Information:
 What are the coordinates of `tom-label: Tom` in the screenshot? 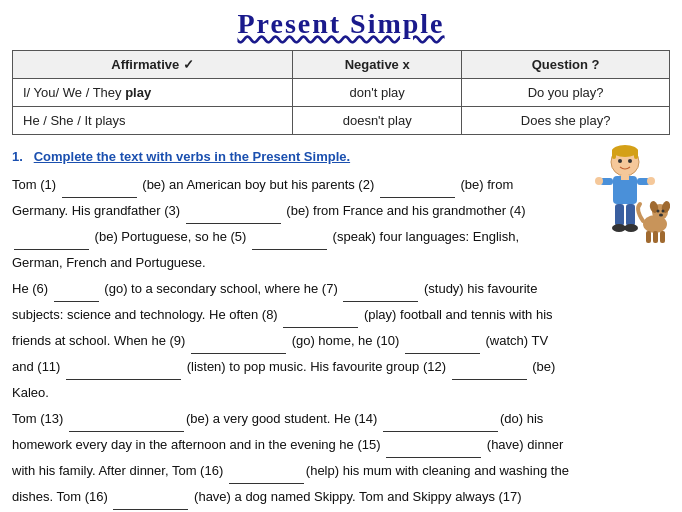 It's located at (24, 184).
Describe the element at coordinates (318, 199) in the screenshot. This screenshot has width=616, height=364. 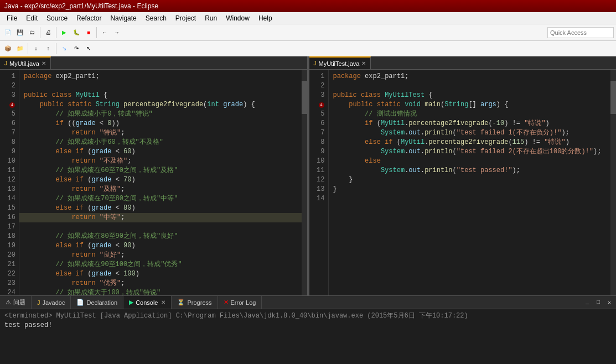
I see `right-line-num-14: 14` at that location.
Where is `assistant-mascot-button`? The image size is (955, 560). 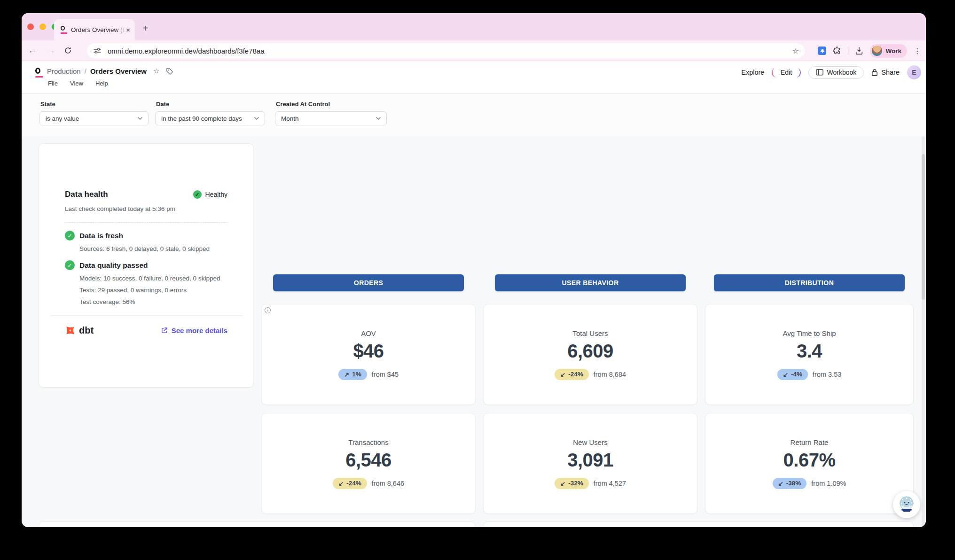
assistant-mascot-button is located at coordinates (907, 505).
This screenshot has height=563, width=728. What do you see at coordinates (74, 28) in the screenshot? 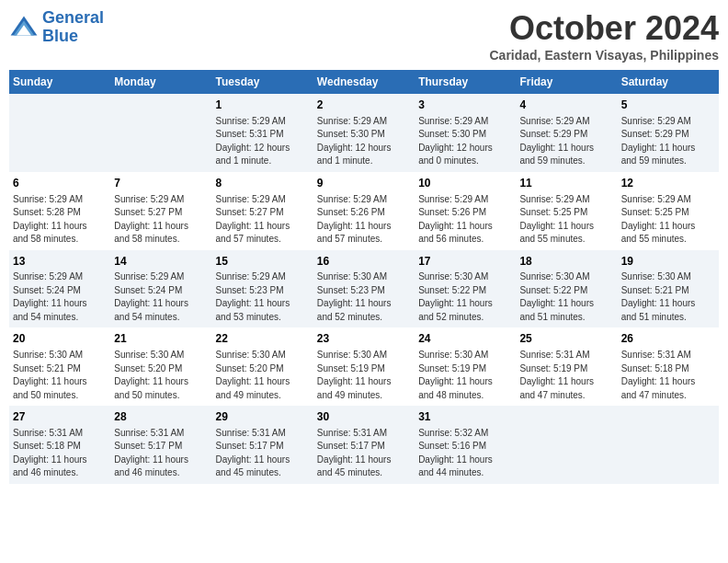
I see `logo-text: General Blue` at bounding box center [74, 28].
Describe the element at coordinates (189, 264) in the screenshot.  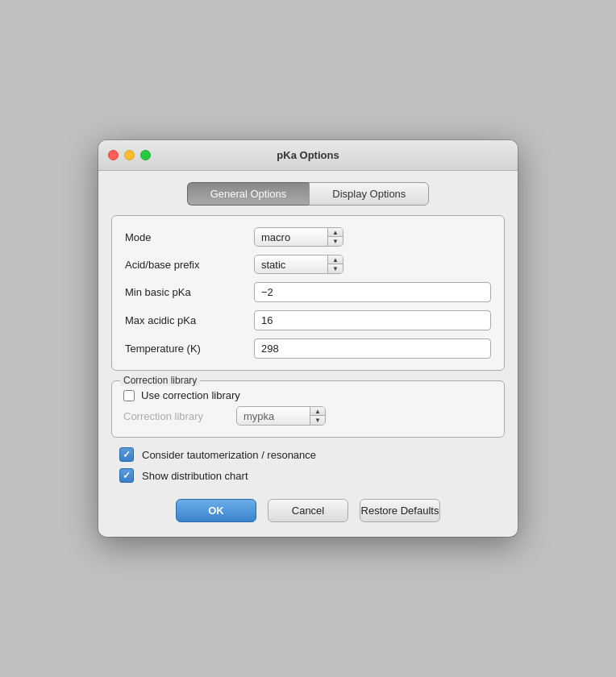
I see `acid-base-label: Acid/base prefix` at that location.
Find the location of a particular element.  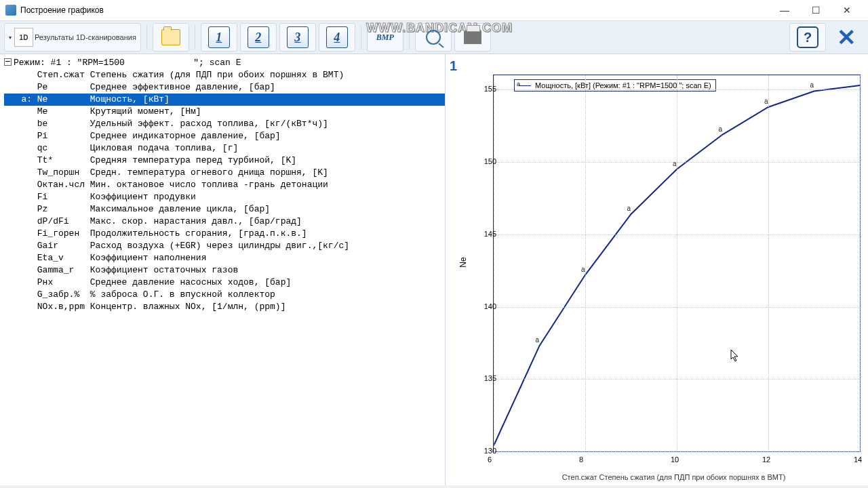

tree-item-be: be Удельный эффект. расход топлива, [кг/… is located at coordinates (224, 124).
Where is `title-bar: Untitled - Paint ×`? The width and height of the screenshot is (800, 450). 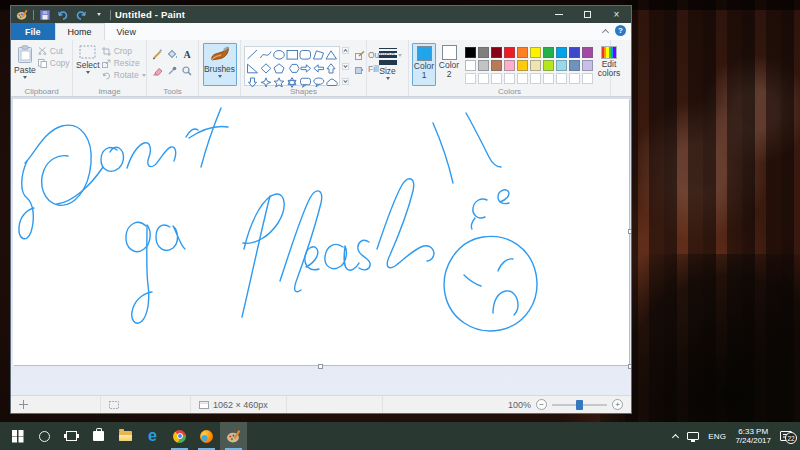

Exercise objective:
The lines from the one containing "Describe the element at coordinates (189, 264)" through the last line of the entries are to be copied exactly, both ends included, and the pictures are to be omitted.

Exercise result:
Describe the element at coordinates (189, 264) in the screenshot.  
I see `acid-base-label: Acid/base prefix` at that location.
Find the location of a particular element.  

tree-item-be: be Удельный эффект. расход топлива, [кг/… is located at coordinates (224, 124).
Where is `title-bar: Untitled - Paint ×`? The width and height of the screenshot is (800, 450). 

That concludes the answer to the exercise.